- TASK REQUIREMENTS
With the pictures excluded, reproduce all of the data exactly.

Measurement reading data
= = =
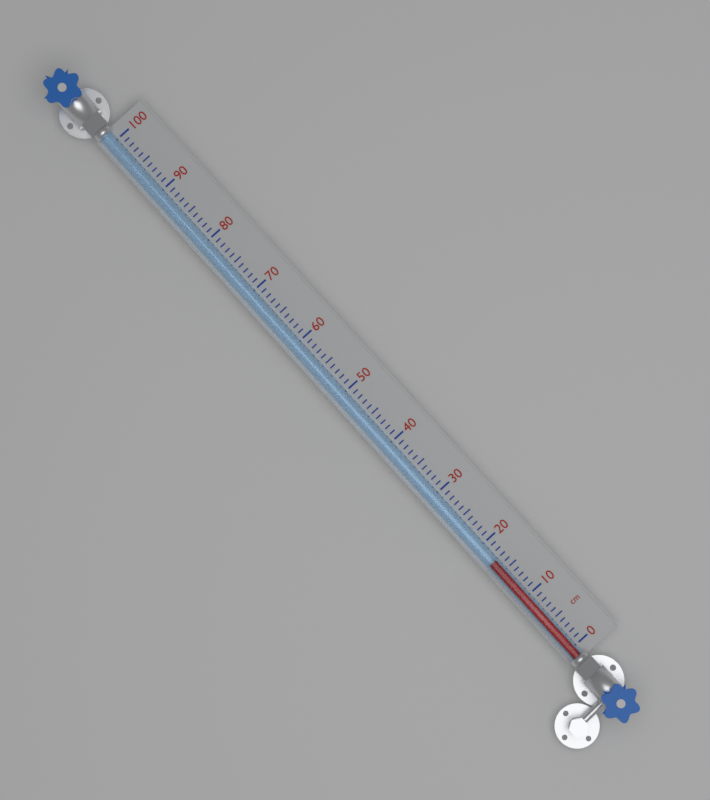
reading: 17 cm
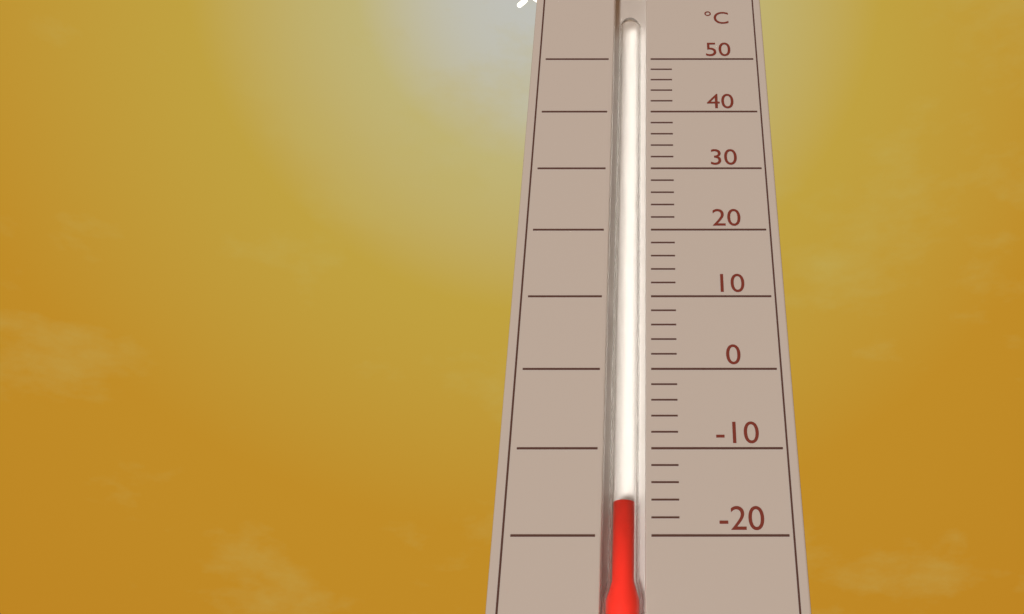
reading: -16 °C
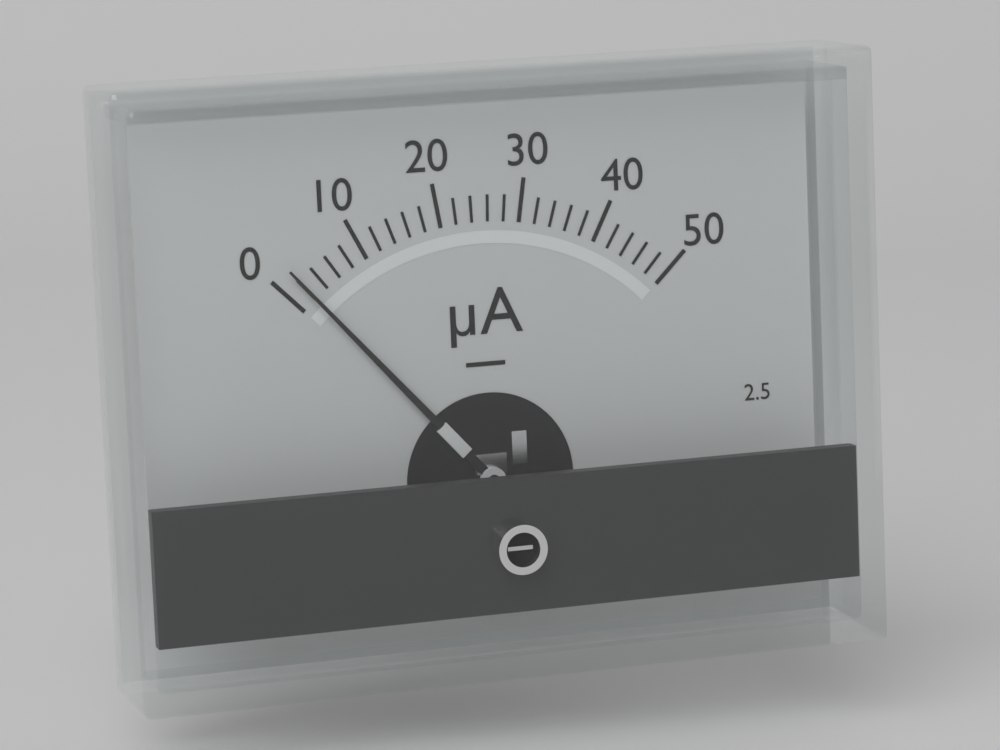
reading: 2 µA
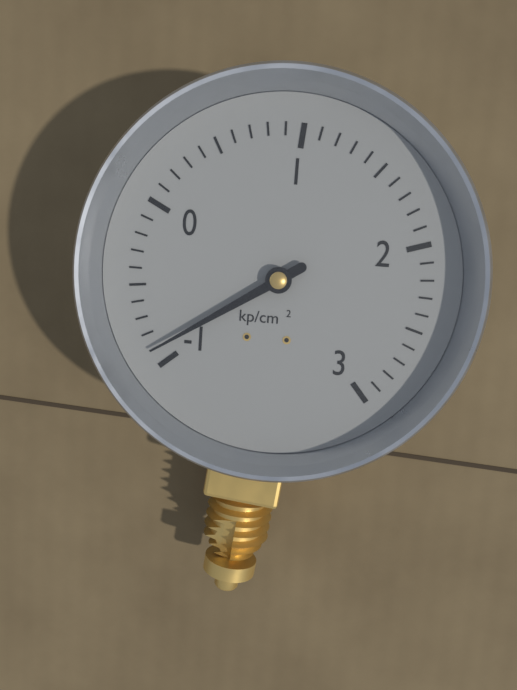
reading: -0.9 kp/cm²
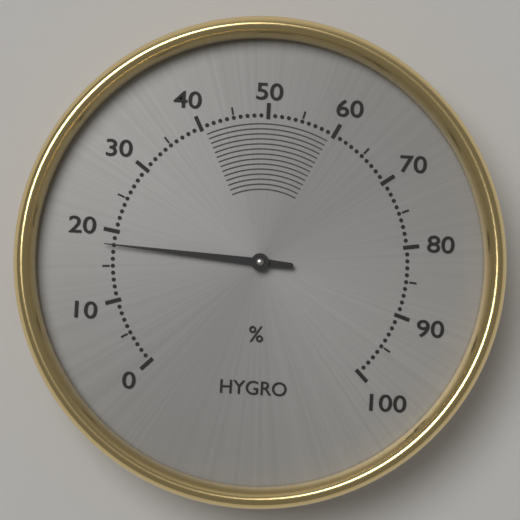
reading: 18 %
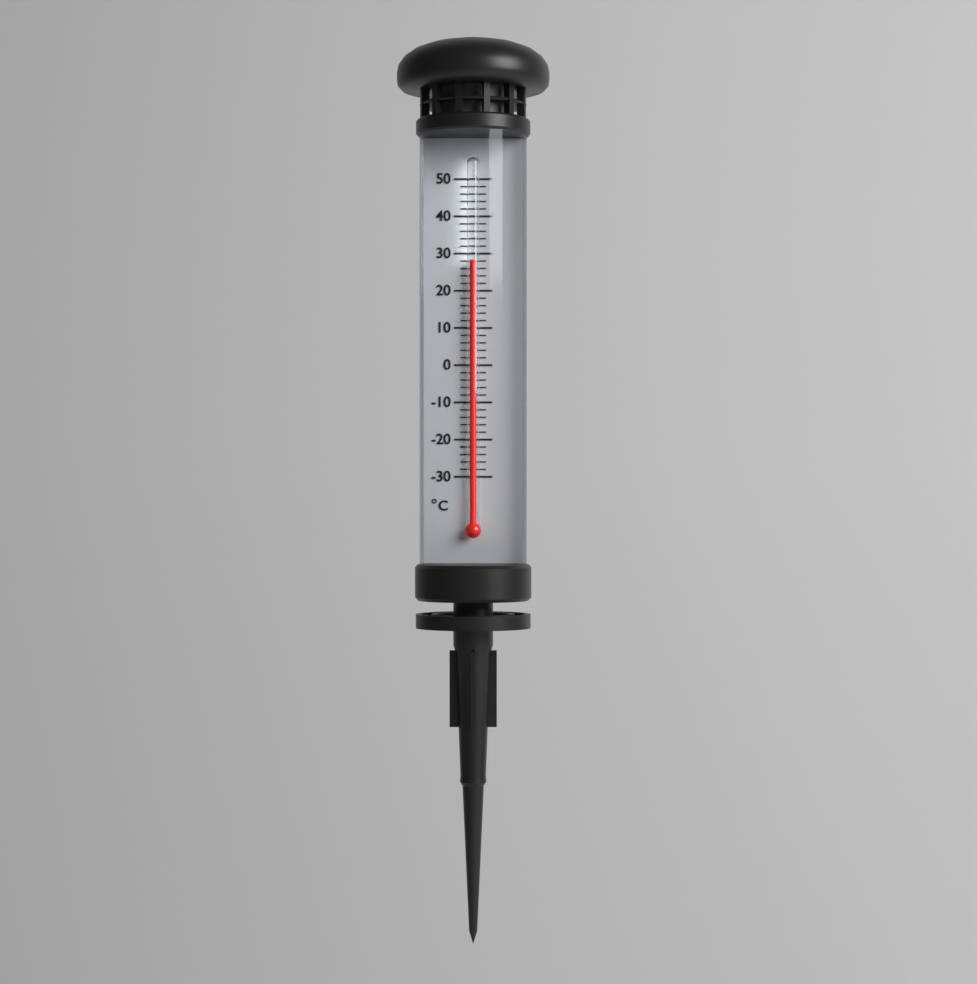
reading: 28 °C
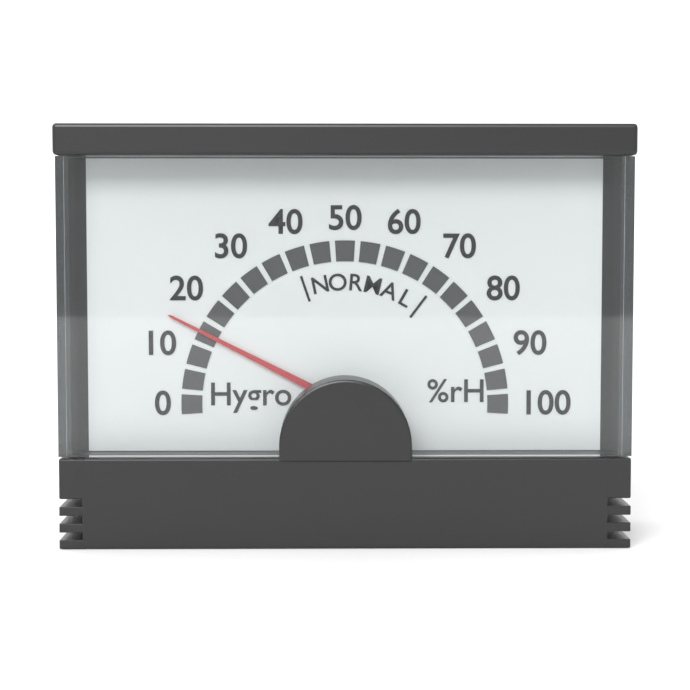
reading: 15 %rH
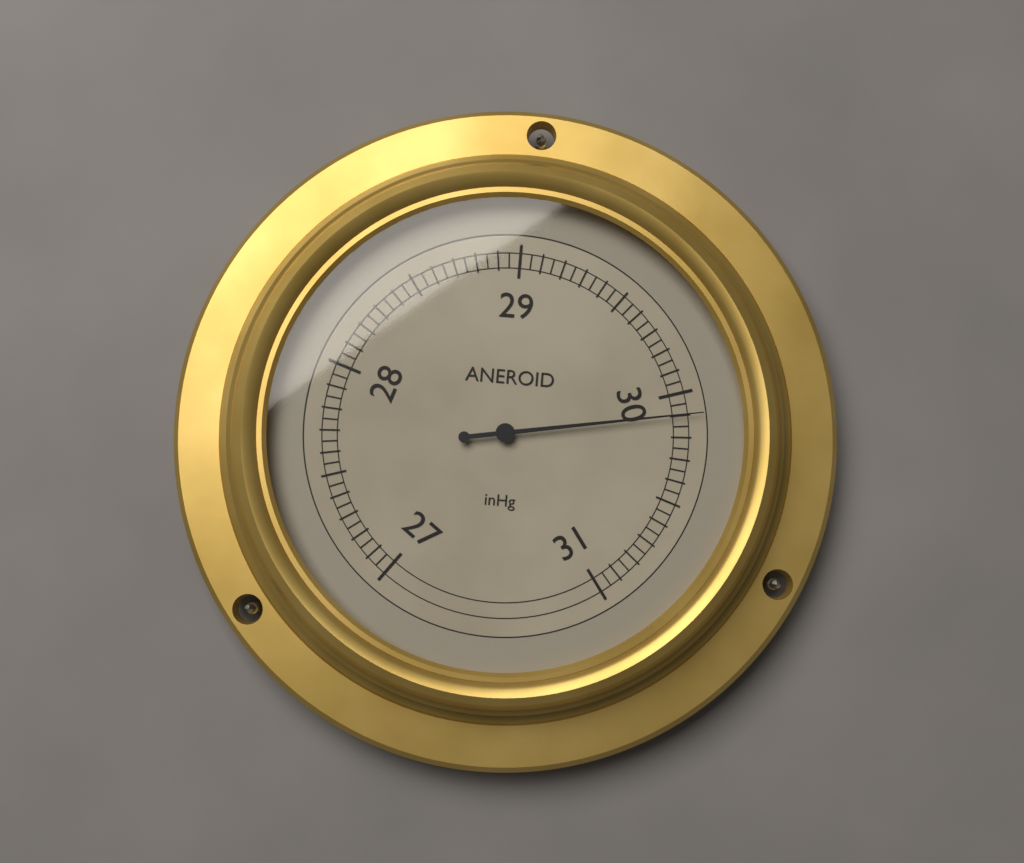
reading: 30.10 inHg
= = =
- RESPONSE
reading: 17 cm
reading: -16 °C
reading: 2 µA
reading: -0.9 kp/cm²
reading: 18 %
reading: 28 °C
reading: 15 %rH
reading: 30.10 inHg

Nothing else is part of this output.